CIOs discuss their toughest decisions ever

TechRepublic

As any CIO will tell you, the buck doesn't always stop at all, let alone with the CEO. More often than not, upper C-level decisions are made and then passed down to IT for implementation. TechRepublic contacted about a half dozen CIOs and CTOs and asked them about their most difficult business decisions. We found that those decisions can be boiled down into two categories, as the stories below demonstrate: decisions that lead to a major shift in the way the company performs its everyday tasks, and decisions that entail the creation of systems and applications that never existed before.

Not doing it the way it's always been done....
Some of the toughest decisions a CIO will make aren't tough because they require a lot of thought. They're tough because they come out of nowhere.

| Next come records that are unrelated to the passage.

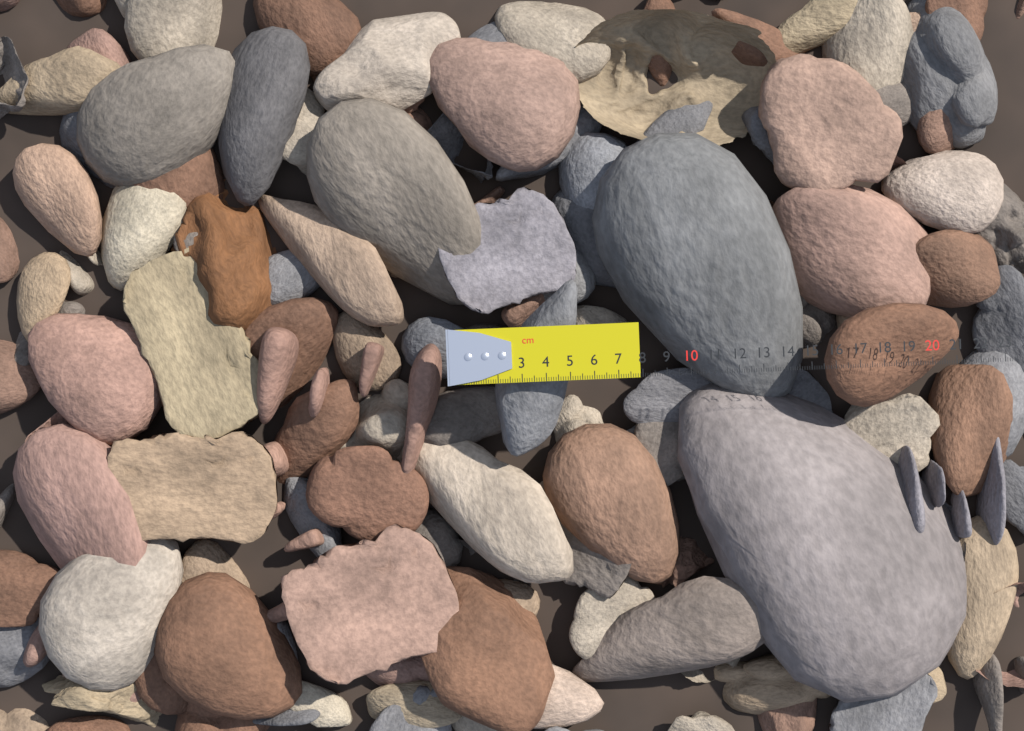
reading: 7.9 cm
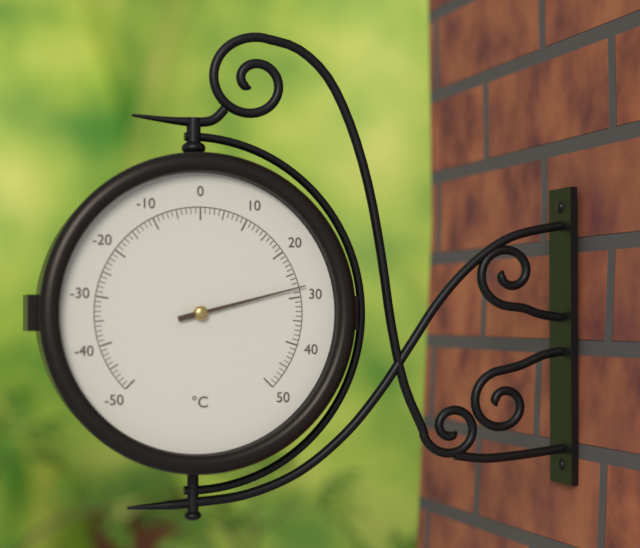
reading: 28 °C
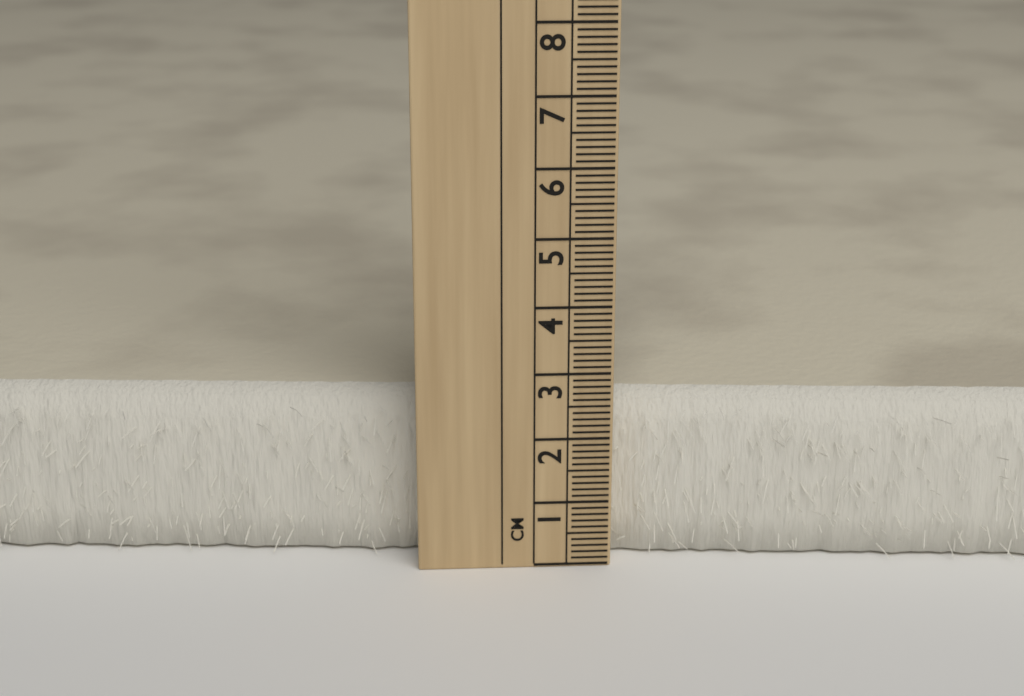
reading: 2.5 cm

Bill Glassen, director of IT at Cashman Equipment, recalled such a decision back in the late 1990s. He had to decide, quickly, how to get day-to-day information and reports to management-level employees in a way that would allow them to continue to do their jobs, but by using a system that was new. He had to do what had not been done before -- very scary ground in conservative corporate settings.

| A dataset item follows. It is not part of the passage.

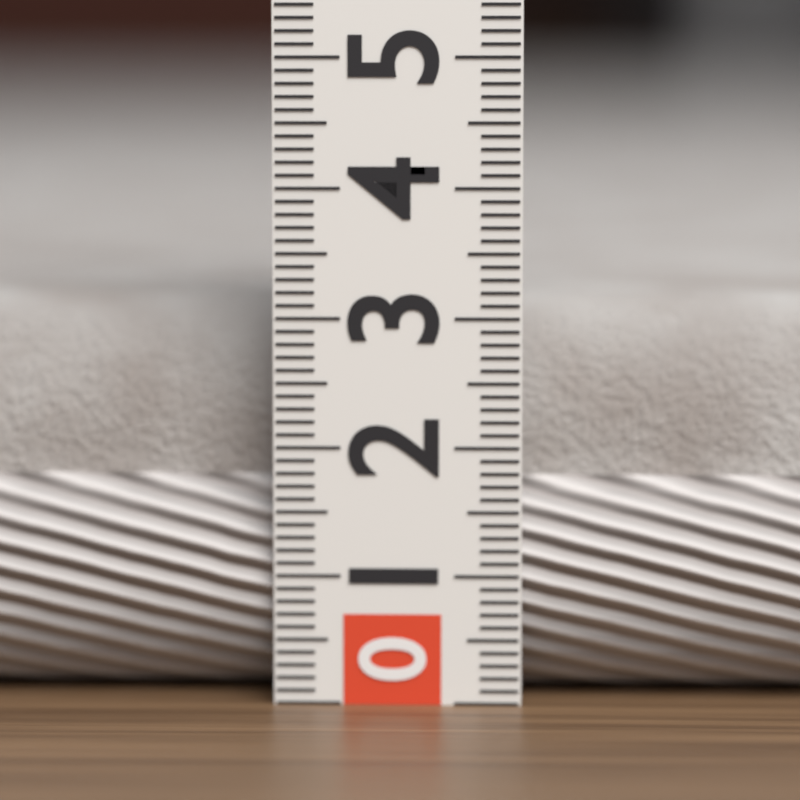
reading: 3.1 (no unit)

Glassen recalled that it amounted to an immense change in corporate communications, "almost a cultural change for our company."

The company had, historically, accumulated and distributed data through the old general ledger and the AS/400 system. While the AS/400 backbone would remain, the company had decided to move away from the old general ledger system. Glassen was directed to deploy this decision.

Glassen said he had no way of knowing he was about to make the most difficult decision of his career. He was, after all, not changing the way information was accumulated, only how it would be deployed. What he and his colleagues did not understand, at first, was they just couldn't do what they'd always done.

Initially they tried "the path of least resistance" by building on the existing system during the deployment. "That was a major mistake," Glassen said. "We assumed we could use the same reports and indicators that we did before.... What ended up happening was no one could communicate. Everyone was looking for information on the new system, but they were looking for it the old way."

After reviewing the resources they had and how best to get information into the hands of the employees who needed it, Glassen decided to set up a company intranet.

To implement this decision, Glassen and his associates met with management-level employees and immediately encountered the path of maximum resistance. "Everyone wanted their information at 6am everyday in the same format they always had their information," he said. "I was the one who had to tell everyone they weren't going to get what they got in the past. What they had before wasn't going to work now."